ZB ZB
Opinion
Live now
Start time
Playing for
End time
Listen live
Listen to NAME OF STATION
Up next
Listen live on
ZB

Perspective with Jack Tame: Will the Mt Maunganui disaster become a watershed moment?

Author
Newstalk ZB,
Publish Date
Mon, 26 Jan 2026, 7:28pm

Perspective with Jack Tame: Will the Mt Maunganui disaster become a watershed moment?

Author
Newstalk ZB,
Publish Date
Mon, 26 Jan 2026, 7:28pm

As the human tragedy at Mt Maunganui continues, the timeline around warnings and what authorities knew and when they knew it is becoming clearer.

Fire and Emergency has confirmed it received a 111 call about landslides on the Mount before 6 o’clock on Thursday morning. As you would expect, it has a robust record-keeping system, which records that call as being at 5.48am.

The slips at that time did not affect life or property, and so three minutes later at 5.51am, Fire and Emergency says it notified Tauranga Council as the landowner responsible.

But here’s where it gets tricky. Tauranga City Council’s CEO initially said there was no record of the call at the council’s end. Then he was corrected - and that the council did actually receive that call.

But given all of the staff who were working and the various calls they were receiving as they responded to weather problems that morning, it’s going to take a bit of time and the independent review to work out the timeline at the council’s end.

Personally, I had no idea until this week that landslides kill more people in New Zealand than any other natural disaster. But as the changing climate makes these big weather events much more common, the question of liability is becoming more prescient than ever.

In addition to responding to the myriad problems that extreme weather might cause, in addition to modelling for flooding and high winds, councils and landowners need to have a system for assessing landslide risk in different areas and responding in real time as conditions dictate.

And one of the critical questions in the independent review will be whether receiving that call from Fire and Emergency about a slip on the Mount would have been enough for the council to evacuate the campground.

Did they have an adequate, real time, extreme weather risk management system? Should staff have had to wait for a landslip to be reported? Or should heavy rain have been enough to get people out?

The question of liability looms over everything in this tragedy. And it’s my hunch that many councils and landowners around the country will be looking at the terrible events at Mt Maunganui and realising their own systems for assessing real time landslide risk are woefully inadequate.

Tauranga Council hopes to have the terms of reference and more detail about the independent review confirmed later this week. But just as Pike River was a catalyst for huge health and safety law reforms, the Mt Maunganui disaster is fast shaping up as a watershed moment for property owners and councils around the country.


Brief – Filter the records below for the word "boxes". Copy each line that holds it.
━━━ Provided records
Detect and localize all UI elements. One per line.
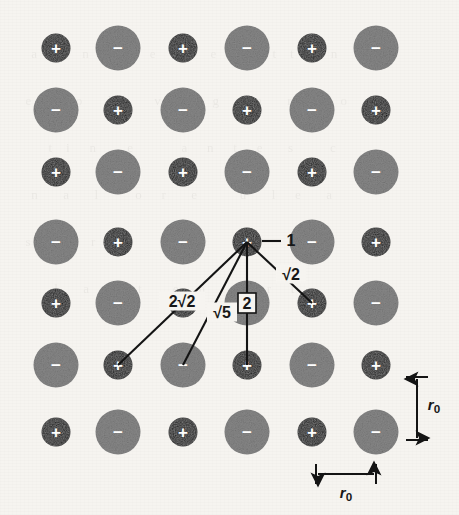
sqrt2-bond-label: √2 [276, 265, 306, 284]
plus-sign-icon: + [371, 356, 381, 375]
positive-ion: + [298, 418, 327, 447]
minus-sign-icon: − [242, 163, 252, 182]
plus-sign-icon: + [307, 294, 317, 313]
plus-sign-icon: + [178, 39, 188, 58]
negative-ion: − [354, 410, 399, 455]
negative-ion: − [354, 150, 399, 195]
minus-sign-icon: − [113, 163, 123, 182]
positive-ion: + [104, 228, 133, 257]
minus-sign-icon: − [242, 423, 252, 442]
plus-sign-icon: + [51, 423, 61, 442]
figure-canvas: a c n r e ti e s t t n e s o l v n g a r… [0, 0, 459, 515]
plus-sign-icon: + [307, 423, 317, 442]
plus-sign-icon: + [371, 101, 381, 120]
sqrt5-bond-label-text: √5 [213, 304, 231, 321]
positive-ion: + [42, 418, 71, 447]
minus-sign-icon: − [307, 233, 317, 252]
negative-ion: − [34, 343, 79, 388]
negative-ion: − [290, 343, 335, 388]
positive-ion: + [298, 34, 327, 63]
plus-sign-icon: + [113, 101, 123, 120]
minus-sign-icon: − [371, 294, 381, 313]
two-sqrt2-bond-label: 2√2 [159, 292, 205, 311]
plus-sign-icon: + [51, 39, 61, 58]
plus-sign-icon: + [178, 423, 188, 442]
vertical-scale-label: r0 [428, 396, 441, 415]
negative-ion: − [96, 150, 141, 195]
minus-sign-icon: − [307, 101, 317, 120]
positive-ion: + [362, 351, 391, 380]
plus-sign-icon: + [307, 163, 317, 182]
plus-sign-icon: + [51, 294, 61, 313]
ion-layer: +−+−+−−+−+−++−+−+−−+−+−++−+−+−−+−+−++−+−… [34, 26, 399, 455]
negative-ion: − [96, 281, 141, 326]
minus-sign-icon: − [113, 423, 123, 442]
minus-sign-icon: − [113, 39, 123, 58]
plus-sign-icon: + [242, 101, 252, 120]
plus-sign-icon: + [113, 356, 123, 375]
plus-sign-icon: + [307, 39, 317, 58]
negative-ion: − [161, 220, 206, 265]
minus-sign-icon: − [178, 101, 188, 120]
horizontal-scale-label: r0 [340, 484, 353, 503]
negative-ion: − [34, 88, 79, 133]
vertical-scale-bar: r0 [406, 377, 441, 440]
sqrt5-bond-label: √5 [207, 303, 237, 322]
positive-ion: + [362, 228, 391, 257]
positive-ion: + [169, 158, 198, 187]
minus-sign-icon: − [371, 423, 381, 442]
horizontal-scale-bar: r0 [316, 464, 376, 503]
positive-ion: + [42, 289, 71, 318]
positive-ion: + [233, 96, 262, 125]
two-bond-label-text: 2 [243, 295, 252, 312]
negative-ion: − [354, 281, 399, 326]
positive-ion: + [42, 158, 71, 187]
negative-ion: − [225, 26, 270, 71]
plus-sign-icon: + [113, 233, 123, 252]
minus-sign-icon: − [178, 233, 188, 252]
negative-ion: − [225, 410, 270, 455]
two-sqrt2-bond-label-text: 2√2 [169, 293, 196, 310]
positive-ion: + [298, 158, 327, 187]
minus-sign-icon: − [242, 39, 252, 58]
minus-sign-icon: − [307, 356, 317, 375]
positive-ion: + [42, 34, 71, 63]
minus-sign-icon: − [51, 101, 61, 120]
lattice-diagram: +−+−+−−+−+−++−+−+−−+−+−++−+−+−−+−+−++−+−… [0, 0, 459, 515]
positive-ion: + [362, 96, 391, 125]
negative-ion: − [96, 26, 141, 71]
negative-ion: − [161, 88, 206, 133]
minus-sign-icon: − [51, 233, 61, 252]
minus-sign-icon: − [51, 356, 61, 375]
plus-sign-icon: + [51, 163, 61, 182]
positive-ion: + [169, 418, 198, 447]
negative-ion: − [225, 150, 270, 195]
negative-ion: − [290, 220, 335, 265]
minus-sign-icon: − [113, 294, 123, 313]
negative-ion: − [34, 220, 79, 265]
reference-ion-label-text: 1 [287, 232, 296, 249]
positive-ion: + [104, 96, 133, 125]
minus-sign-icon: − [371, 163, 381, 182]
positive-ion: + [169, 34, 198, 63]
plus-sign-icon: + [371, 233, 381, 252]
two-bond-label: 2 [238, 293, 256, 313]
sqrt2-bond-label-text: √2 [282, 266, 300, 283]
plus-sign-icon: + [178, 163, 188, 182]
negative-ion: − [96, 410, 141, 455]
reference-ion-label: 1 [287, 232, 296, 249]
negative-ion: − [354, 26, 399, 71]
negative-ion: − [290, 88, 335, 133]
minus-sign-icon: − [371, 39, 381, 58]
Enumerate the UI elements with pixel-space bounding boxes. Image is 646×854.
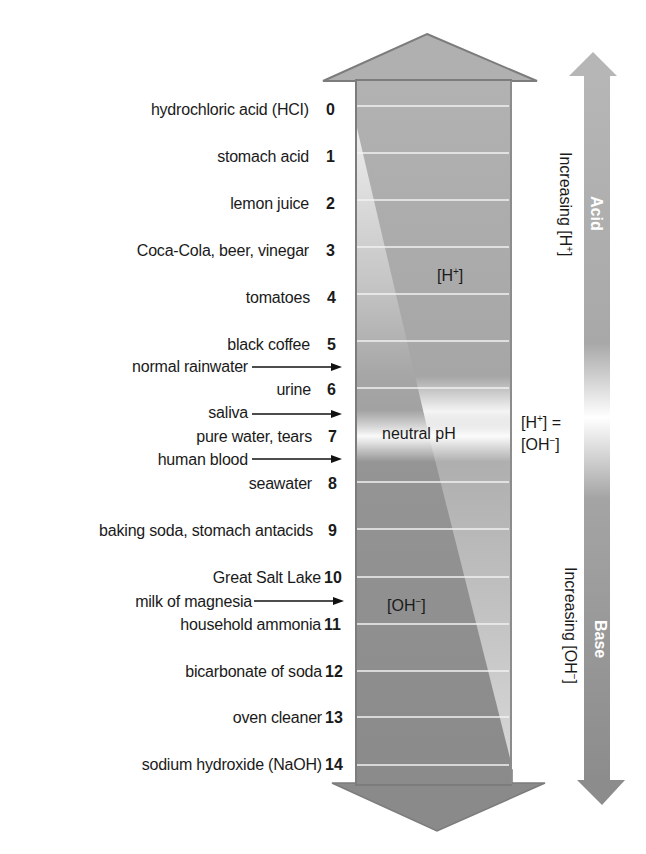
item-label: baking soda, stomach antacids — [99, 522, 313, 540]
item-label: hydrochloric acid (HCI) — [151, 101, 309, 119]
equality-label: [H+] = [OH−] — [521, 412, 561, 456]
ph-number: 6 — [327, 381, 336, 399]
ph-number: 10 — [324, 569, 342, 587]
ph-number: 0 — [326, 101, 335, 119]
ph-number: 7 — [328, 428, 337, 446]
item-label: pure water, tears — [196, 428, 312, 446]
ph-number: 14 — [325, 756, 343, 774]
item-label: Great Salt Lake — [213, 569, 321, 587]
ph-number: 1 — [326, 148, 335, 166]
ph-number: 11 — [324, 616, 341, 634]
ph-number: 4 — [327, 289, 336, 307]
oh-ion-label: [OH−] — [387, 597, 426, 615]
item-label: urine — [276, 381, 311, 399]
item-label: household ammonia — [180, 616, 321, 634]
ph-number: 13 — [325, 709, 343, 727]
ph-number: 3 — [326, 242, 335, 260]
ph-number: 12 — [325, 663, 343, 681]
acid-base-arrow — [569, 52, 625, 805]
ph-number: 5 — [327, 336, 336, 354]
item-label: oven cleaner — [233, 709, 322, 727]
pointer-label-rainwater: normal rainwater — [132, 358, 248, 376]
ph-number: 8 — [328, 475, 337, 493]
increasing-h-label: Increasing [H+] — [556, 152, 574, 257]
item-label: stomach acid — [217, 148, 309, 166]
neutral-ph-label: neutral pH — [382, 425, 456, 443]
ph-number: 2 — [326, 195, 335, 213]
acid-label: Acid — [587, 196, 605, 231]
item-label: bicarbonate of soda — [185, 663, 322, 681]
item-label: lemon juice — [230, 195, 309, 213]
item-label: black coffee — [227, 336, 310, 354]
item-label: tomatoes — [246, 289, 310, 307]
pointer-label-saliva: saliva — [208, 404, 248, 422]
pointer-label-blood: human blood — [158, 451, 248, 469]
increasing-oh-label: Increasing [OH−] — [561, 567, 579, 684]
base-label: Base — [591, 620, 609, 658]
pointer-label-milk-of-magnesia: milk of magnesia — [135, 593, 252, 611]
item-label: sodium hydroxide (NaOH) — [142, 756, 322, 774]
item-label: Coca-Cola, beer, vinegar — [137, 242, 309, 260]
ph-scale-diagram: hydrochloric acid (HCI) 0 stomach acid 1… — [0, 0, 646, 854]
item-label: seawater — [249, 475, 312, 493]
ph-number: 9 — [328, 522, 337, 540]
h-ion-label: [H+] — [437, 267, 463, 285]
━━━━━━
━━━ Provided records
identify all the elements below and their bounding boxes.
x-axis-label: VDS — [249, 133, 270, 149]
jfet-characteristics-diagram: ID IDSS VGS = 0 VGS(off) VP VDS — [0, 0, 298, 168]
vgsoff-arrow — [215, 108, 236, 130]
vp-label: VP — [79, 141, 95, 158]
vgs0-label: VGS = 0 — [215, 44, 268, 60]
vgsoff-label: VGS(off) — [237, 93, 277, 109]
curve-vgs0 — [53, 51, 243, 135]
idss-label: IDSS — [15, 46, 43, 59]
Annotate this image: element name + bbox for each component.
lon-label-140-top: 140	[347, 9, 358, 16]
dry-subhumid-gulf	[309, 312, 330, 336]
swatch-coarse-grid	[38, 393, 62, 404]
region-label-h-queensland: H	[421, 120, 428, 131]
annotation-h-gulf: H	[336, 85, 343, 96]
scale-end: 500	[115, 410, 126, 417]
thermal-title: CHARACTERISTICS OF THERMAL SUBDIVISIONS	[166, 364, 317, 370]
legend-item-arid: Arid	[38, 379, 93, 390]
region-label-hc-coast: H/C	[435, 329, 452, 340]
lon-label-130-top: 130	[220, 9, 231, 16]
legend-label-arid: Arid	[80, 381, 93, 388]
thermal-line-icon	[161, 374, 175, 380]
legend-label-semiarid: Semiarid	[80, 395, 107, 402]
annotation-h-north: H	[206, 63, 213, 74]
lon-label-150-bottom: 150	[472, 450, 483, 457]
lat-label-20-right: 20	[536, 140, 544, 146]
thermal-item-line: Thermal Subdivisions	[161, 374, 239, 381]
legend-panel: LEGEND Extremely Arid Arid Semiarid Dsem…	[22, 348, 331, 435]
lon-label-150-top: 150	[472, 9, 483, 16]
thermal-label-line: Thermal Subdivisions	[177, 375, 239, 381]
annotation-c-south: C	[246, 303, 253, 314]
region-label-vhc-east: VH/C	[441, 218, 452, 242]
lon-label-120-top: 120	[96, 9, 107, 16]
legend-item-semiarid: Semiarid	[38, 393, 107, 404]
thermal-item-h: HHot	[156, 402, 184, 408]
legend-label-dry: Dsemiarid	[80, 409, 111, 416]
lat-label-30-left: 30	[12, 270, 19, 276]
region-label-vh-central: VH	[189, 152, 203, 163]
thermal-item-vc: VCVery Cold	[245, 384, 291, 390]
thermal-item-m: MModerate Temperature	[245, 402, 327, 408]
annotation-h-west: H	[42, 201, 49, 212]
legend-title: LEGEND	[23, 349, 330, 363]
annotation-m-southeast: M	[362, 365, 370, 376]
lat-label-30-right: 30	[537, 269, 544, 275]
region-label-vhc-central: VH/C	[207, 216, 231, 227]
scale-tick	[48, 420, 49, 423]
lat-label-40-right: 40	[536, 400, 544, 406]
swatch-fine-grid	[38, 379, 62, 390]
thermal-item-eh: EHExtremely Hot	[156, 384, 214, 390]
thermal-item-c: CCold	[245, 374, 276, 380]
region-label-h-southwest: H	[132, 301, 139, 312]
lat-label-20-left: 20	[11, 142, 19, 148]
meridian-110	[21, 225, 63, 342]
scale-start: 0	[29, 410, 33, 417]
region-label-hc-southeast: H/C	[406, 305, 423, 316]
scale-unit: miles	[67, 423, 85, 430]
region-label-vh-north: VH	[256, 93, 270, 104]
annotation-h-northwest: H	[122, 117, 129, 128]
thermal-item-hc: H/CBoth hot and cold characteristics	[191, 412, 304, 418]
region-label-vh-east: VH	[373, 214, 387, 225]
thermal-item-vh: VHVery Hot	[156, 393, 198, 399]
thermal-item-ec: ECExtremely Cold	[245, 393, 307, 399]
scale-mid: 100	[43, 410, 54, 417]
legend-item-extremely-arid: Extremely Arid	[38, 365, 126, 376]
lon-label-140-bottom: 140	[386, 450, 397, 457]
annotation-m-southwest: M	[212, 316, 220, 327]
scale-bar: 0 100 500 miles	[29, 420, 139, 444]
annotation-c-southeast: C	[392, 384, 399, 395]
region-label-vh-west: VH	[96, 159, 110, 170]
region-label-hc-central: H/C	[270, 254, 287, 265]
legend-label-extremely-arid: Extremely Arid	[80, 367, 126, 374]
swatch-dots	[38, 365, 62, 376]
━━━━━━
━━━ Provided records
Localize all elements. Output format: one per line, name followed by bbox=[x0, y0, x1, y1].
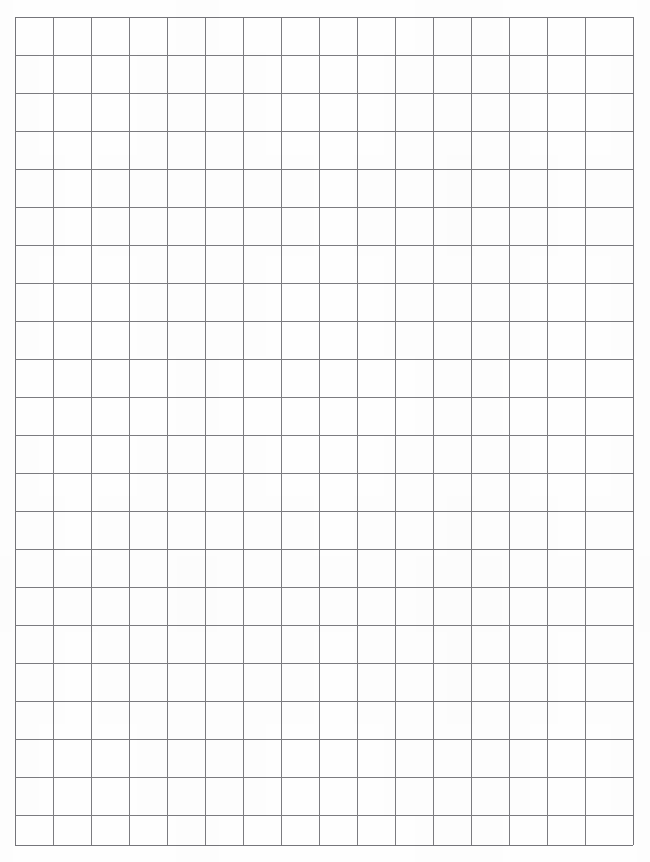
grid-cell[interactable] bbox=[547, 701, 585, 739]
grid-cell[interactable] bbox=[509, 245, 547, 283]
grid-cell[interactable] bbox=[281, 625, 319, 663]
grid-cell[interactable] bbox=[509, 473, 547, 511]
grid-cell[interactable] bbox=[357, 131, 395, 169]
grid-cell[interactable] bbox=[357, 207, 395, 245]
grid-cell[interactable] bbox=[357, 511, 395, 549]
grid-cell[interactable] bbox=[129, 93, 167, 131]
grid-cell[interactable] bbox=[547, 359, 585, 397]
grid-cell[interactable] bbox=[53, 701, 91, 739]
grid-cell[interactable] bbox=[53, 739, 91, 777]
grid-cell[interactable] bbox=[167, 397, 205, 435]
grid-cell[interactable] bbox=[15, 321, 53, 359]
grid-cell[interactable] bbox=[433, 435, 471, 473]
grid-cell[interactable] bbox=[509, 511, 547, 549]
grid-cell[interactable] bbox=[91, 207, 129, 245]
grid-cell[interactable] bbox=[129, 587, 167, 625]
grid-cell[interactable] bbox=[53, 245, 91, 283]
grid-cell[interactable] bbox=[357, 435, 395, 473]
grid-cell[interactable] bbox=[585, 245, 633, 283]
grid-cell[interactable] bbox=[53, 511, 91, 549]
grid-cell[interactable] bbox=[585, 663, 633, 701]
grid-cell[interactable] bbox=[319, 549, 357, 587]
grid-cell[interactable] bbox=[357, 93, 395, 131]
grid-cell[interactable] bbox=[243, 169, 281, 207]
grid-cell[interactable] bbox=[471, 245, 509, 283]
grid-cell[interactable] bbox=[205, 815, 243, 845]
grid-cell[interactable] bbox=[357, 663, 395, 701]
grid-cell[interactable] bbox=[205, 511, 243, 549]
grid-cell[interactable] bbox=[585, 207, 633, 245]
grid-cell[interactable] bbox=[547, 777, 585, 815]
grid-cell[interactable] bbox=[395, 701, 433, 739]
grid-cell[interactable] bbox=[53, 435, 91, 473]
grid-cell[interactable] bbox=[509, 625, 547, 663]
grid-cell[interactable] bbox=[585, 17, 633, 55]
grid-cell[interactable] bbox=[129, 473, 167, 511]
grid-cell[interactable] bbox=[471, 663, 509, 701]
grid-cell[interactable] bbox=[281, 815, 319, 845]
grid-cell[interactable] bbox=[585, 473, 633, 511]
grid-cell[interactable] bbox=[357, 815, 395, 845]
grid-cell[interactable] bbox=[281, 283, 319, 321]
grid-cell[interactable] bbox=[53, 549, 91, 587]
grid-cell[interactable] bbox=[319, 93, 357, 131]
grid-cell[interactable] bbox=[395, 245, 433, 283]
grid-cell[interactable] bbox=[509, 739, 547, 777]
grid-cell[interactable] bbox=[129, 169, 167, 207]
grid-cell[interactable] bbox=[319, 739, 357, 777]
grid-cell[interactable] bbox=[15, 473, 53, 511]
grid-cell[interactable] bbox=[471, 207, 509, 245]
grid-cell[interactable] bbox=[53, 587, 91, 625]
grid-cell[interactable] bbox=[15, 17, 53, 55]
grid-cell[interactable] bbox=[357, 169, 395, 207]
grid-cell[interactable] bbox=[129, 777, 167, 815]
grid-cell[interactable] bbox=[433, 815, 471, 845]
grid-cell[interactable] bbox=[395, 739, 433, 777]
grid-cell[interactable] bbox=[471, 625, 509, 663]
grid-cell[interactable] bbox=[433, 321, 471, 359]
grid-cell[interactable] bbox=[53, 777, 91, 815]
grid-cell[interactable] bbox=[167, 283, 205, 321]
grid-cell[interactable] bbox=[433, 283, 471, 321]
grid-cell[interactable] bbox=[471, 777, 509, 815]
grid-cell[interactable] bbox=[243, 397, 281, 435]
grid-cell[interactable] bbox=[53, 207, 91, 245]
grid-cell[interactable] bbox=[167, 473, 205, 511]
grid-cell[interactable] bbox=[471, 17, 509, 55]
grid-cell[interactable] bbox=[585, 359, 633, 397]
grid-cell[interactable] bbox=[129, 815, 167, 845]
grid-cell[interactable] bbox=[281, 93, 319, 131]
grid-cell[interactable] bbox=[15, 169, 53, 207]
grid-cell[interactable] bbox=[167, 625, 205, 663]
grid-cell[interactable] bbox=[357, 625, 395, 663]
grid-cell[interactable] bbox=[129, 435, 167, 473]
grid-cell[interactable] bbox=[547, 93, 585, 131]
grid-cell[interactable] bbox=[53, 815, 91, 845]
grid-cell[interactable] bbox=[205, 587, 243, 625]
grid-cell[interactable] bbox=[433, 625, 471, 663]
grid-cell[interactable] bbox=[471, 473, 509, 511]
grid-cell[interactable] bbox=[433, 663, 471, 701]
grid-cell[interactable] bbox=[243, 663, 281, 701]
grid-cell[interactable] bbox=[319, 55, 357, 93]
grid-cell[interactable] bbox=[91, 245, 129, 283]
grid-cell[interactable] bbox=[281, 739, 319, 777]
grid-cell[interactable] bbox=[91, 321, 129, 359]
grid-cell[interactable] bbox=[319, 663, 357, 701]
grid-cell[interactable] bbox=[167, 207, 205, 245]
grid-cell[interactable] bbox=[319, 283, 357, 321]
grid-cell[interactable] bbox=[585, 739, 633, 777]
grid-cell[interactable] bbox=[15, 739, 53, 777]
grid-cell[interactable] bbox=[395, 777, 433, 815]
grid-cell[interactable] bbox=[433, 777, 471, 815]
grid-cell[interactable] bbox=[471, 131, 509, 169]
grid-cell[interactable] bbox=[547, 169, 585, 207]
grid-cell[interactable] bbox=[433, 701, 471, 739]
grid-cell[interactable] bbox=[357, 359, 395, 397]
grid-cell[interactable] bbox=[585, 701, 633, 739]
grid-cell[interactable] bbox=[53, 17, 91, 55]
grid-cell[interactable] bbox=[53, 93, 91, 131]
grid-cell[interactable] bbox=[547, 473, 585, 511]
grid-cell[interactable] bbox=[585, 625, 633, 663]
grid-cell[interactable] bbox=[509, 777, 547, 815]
━━━━━━
Answer section –
Enumerate the UI elements with pixel-space bounding boxes. Image is 646×854.
identify all the elements below and their bounding boxes.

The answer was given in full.